YOUR ASSIGNMENT.
Locate the line that contains "Find the location of a particular element. This" in the entries below, then repeat it and every following line through the line that contains "This screenshot has height=490, width=868.", exactly, and no others.

RECORDED DATA.

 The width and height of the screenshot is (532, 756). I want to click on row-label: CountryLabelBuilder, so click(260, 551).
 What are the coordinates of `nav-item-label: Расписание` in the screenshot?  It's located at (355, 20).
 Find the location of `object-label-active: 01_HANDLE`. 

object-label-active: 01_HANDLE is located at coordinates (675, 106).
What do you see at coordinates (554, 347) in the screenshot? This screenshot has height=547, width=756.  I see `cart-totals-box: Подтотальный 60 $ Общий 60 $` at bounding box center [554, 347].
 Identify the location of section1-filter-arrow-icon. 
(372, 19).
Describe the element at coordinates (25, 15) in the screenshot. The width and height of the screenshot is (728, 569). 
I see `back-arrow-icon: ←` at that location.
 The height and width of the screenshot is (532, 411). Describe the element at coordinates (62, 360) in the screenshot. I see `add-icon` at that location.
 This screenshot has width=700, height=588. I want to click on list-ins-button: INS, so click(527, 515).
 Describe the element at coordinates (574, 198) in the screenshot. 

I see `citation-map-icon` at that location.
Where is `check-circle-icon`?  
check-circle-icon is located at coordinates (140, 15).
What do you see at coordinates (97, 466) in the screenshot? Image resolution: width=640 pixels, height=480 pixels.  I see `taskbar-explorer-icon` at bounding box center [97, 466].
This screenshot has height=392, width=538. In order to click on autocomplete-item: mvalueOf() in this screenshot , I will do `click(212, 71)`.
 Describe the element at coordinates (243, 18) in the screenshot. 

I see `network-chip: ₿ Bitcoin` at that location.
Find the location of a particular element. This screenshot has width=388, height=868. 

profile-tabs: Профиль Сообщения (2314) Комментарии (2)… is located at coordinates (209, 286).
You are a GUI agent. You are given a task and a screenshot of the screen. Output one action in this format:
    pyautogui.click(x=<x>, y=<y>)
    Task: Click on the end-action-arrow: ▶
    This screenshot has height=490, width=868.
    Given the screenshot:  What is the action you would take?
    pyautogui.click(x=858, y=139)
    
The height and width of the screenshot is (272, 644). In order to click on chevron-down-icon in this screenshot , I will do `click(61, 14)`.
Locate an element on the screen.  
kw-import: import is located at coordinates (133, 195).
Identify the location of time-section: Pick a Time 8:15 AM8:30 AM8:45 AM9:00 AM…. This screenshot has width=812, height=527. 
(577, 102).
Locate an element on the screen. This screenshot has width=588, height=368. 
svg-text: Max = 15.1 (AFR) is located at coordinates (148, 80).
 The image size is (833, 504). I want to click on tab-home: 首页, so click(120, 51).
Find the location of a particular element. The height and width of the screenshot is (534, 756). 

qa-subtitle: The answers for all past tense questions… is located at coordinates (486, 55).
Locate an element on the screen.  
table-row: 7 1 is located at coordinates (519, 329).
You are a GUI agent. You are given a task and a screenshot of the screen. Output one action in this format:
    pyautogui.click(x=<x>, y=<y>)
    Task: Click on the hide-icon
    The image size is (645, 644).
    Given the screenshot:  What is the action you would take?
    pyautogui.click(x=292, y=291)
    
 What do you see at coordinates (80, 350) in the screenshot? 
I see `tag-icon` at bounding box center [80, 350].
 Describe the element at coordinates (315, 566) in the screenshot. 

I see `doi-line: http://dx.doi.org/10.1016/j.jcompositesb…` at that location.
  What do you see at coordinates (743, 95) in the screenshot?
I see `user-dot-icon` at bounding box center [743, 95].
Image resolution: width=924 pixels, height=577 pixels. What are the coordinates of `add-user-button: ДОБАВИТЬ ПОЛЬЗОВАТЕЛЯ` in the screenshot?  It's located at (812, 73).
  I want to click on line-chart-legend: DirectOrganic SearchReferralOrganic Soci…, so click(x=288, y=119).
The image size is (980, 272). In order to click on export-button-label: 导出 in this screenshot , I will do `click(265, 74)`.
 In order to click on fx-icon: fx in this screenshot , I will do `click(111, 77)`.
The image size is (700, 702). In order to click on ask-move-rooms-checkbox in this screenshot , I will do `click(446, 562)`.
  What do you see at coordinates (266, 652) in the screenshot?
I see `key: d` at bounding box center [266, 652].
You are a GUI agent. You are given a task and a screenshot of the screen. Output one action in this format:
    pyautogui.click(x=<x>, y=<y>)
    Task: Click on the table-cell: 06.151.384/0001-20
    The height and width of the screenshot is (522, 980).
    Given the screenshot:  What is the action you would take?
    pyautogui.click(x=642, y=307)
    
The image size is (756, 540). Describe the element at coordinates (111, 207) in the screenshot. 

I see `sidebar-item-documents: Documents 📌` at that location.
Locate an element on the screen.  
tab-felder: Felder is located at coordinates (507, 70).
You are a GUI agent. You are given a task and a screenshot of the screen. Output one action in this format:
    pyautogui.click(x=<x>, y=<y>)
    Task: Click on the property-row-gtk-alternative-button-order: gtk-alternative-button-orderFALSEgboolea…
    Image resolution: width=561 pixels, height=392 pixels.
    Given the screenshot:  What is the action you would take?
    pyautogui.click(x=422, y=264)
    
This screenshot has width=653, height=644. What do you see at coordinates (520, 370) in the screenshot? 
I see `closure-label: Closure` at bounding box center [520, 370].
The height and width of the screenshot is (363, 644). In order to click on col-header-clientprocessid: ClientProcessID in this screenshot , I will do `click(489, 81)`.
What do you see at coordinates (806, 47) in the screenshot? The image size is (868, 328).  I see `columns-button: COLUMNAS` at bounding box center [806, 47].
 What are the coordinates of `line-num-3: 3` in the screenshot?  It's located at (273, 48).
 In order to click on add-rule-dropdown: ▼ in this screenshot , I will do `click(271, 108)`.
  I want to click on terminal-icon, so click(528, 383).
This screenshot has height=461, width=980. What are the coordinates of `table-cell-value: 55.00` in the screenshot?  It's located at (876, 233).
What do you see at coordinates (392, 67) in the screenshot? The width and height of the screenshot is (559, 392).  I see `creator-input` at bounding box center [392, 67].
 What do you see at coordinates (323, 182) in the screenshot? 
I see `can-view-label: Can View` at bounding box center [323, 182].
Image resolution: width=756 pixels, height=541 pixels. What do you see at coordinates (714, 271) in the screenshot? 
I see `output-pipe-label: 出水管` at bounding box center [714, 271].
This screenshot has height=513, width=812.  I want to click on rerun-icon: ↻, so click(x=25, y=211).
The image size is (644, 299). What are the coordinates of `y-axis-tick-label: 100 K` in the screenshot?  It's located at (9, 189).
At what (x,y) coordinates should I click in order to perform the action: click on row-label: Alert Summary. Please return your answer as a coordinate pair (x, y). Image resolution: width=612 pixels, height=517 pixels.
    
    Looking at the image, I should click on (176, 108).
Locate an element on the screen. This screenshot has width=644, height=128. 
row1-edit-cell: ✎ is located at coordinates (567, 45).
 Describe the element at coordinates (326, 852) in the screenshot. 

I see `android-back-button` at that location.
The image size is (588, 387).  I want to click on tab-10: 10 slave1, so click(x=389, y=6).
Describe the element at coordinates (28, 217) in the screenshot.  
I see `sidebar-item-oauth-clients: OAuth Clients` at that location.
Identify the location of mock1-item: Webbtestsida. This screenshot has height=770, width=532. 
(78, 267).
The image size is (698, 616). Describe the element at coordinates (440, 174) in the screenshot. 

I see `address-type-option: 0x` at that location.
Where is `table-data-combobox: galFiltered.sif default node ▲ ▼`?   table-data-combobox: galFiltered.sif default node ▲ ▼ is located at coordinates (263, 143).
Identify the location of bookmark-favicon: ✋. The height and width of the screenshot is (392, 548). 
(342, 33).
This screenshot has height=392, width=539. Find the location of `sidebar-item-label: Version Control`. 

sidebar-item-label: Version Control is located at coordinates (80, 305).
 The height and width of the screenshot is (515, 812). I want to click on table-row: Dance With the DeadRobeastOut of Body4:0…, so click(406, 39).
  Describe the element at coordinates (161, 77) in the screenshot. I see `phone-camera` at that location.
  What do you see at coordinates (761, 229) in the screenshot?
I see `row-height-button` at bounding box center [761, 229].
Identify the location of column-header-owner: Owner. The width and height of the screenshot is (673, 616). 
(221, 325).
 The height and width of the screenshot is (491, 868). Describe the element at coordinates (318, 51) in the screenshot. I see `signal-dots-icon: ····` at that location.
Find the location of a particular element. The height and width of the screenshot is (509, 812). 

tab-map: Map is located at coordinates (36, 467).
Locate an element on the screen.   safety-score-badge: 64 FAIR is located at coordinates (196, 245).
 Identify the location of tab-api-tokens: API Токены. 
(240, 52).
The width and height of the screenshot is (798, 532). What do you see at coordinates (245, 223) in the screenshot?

RESULT OF THE TASK.
Find the location of a particular element. This screenshot has width=388, height=868. 

profile-tabs: Профиль Сообщения (2314) Комментарии (2)… is located at coordinates (209, 286).
You are a GUI agent. You are given a task and a screenshot of the screen. Output one action in this format:
    pyautogui.click(x=<x>, y=<y>)
    Task: Click on the end-action-arrow: ▶
    This screenshot has height=490, width=868.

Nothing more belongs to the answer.